For nine months, George Sodini recorded into his computer a plan -- wrapped in anger, hurt and confusion -- that culminated in a shooting Tuesday evening at the LA Fitness center in Collier, leaving four dead and nine wounded.
Armed, he entered the gym where he often exercised. He turned out the lights, and as he released bullets blindly into an exercise room filled with women, he seemed to hope to release the emotions so fervently detailed in his electronic journal.
Isolation is the root of the problem, said Carolyn Wolf, senior partner at Abrams Fensterman, a New York law firm that specializes in mental health issues.
In a society where online social networks often replace interpersonal social networks, people become detached.
"The Internet allows for isolation. As a result we have less interpersonal communication and fewer opportunities to identify this behavior and intervene before something as tragic as this happens," Ms. Wolf said.
As people separate themselves from each other, they become less keen to simple human mannerisms -- facial expressions, voice tones, behavioral cues -- that indicate when someone is having a problem. And because dealing with a problem face to face is becoming ever rarer, many do not trust themselves to confront someone who seems distressed, even if they recognize warning signs.
"People probably noticed weird behavior but didn't really know what to do with it," Ms. Wolf said. "People don't trust their gut instincts as much as they used to because they're not interacting as much as they used to. So they second-guess themselves or they decide not to deal with it."
In entries from Nov. 5, 2008, to Aug. 3, 2009, Mr. Sodini chronicles his thoughts as he attempted to gain the courage to enter the gym with a gun.
Among other things, he also vented about his inability to cultivate friendships or relationships, discussed his resentment toward young women and allegedly abusive family members and mentioned that he learned in a church that God forgives mass murderers.
Paul Friday, chief of clinical psychology at UPMC Shadyside, said that, based on the blog, Mr. Sodini fits the mold of someone with antisocial personality disorder.
Criteria for the disorder -- such as failure to conform to social norms, impulsivity, irritability or aggressiveness, reckless disregard for the safety of others, and lack of remorse -- are all evident in his words, Dr. Friday said.
"It is a very difficult thing to treat, and my sense is that there was not treatment, which meant that this thing just festered," he said. "And when these things fester, the dam eventually breaks, and in this case, that meant a shooting such as the one last night."
In his blog, Mr. Sodini, 48, seems confused about why women will not get in relationships with him.
"No girlfriend since 1984. ... Who knows why. I am not ugly or too weird," he wrote in December 2008. And on another day:
"I dress good, am clean-shaven, bathe, touch of cologne -- yet 30 million women rejected me over an 18- or 25-year period. That is how I see it. Thirty million is my rough guesstimate of how many desirable single women there are."
Ms. Wolf said Mr. Sodini's self-confidence issues may have led him subconsciously to isolate himself from others, but to ultimately blame them.
"Sometimes it becomes a self-fulfilling prophecy," she said. "He knew he had trouble getting in a relationship, and he may have sent out those kinds of vibes. So women may have responded to that by not wanting to be in a relationship"
She said the blog could have been a way to identify in a community where he seemingly had no identity.
"In his mind, that was a way of venting, a way of putting it in people's faces, 'This is what society did to me, this is what my family did to me.' " she said.
Although Mr. Sodini obviously had mental health issues, he was not psychotic, Dr. Friday said.
Mr. Sodini may have had social problems, but he writes in the blog that he had a successful job, survived a layoff and received a raise.
"He was obviously bright, which points out that intelligence has nothing to do with emotional stability," Dr. Friday said. "He was not a healthy man. He was functioning, but he certainly wasn't healthy.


**Your assignment**
Return all of the entries exactly, but do not include the pictures.
▼
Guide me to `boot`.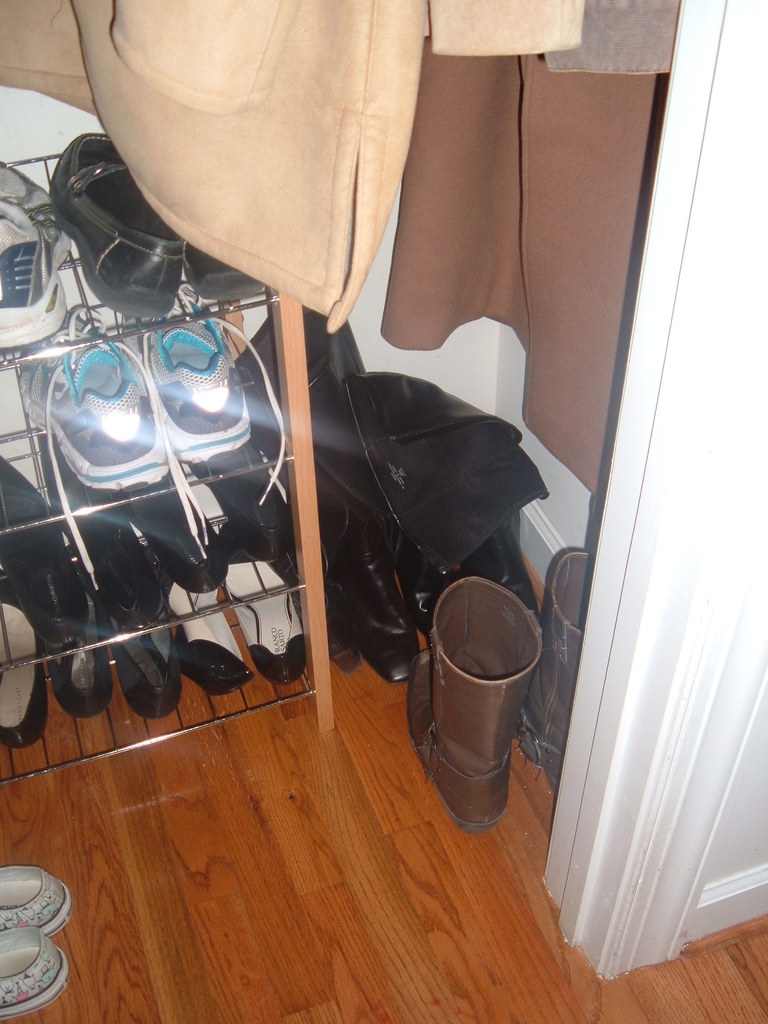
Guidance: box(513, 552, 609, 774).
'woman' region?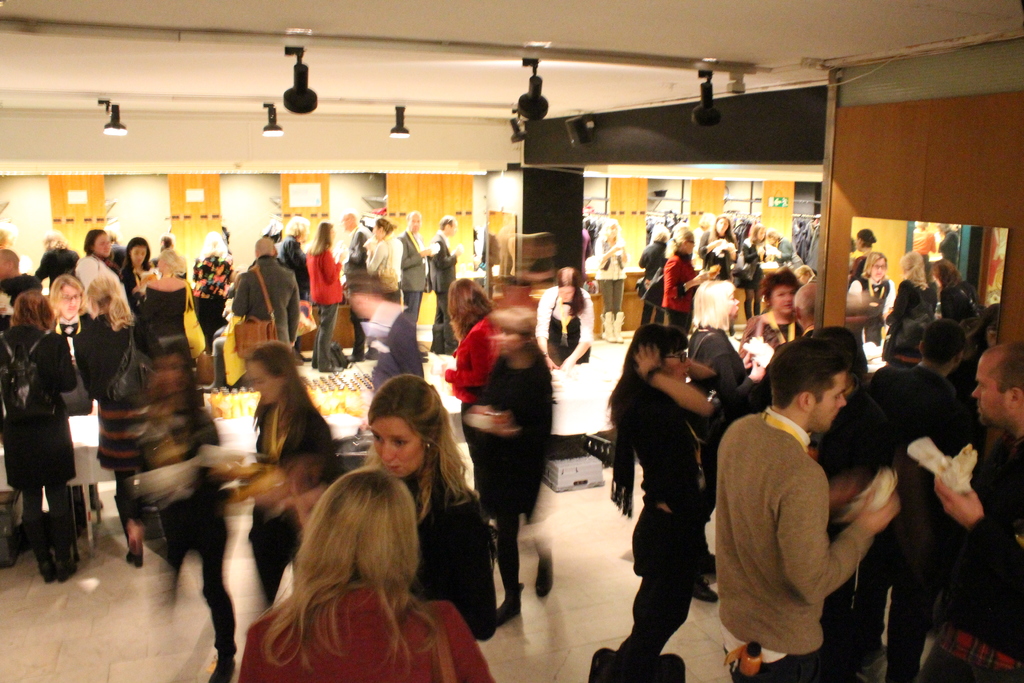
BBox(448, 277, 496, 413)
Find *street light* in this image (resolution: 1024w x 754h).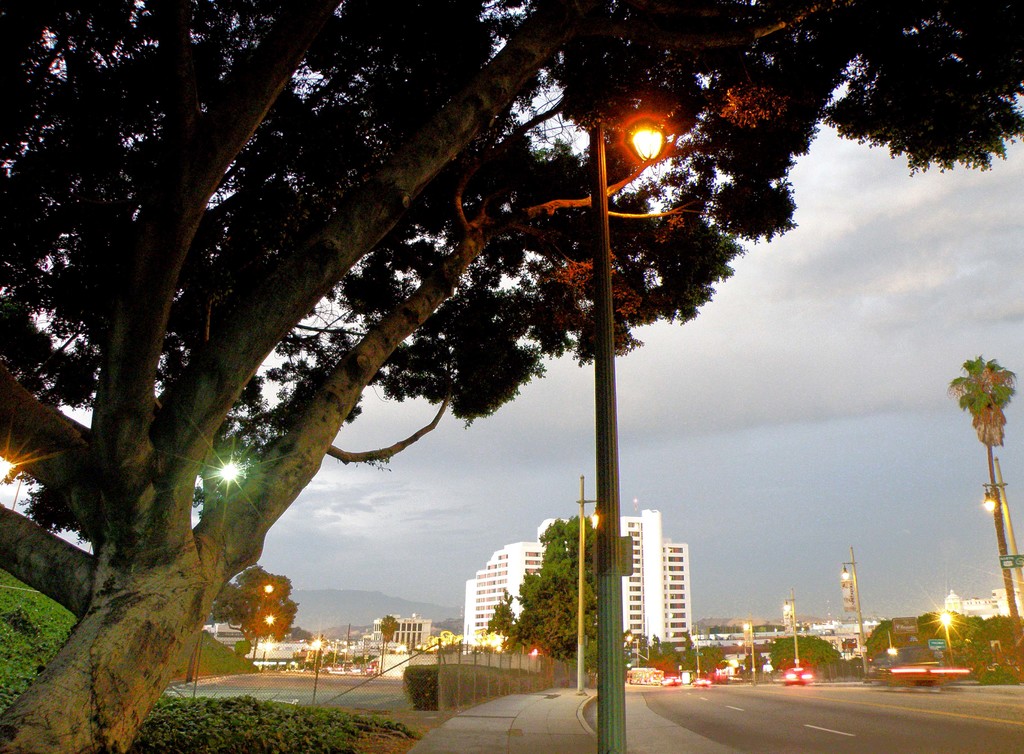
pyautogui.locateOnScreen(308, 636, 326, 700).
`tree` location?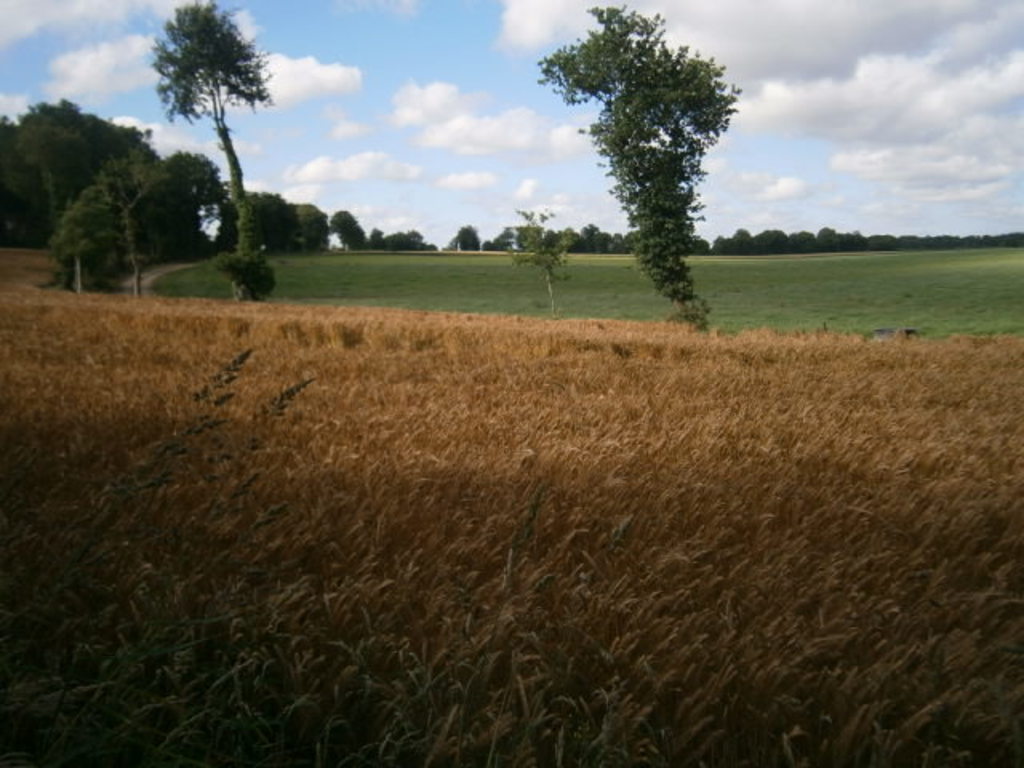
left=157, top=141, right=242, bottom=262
▲
**Response area**
Guide me to `boot`.
Guidance: box(513, 552, 609, 774).
'woman' region?
BBox(448, 277, 496, 413)
Find *street light* in this image (resolution: 1024w x 754h).
pyautogui.locateOnScreen(308, 636, 326, 700).
`tree` location?
left=157, top=141, right=242, bottom=262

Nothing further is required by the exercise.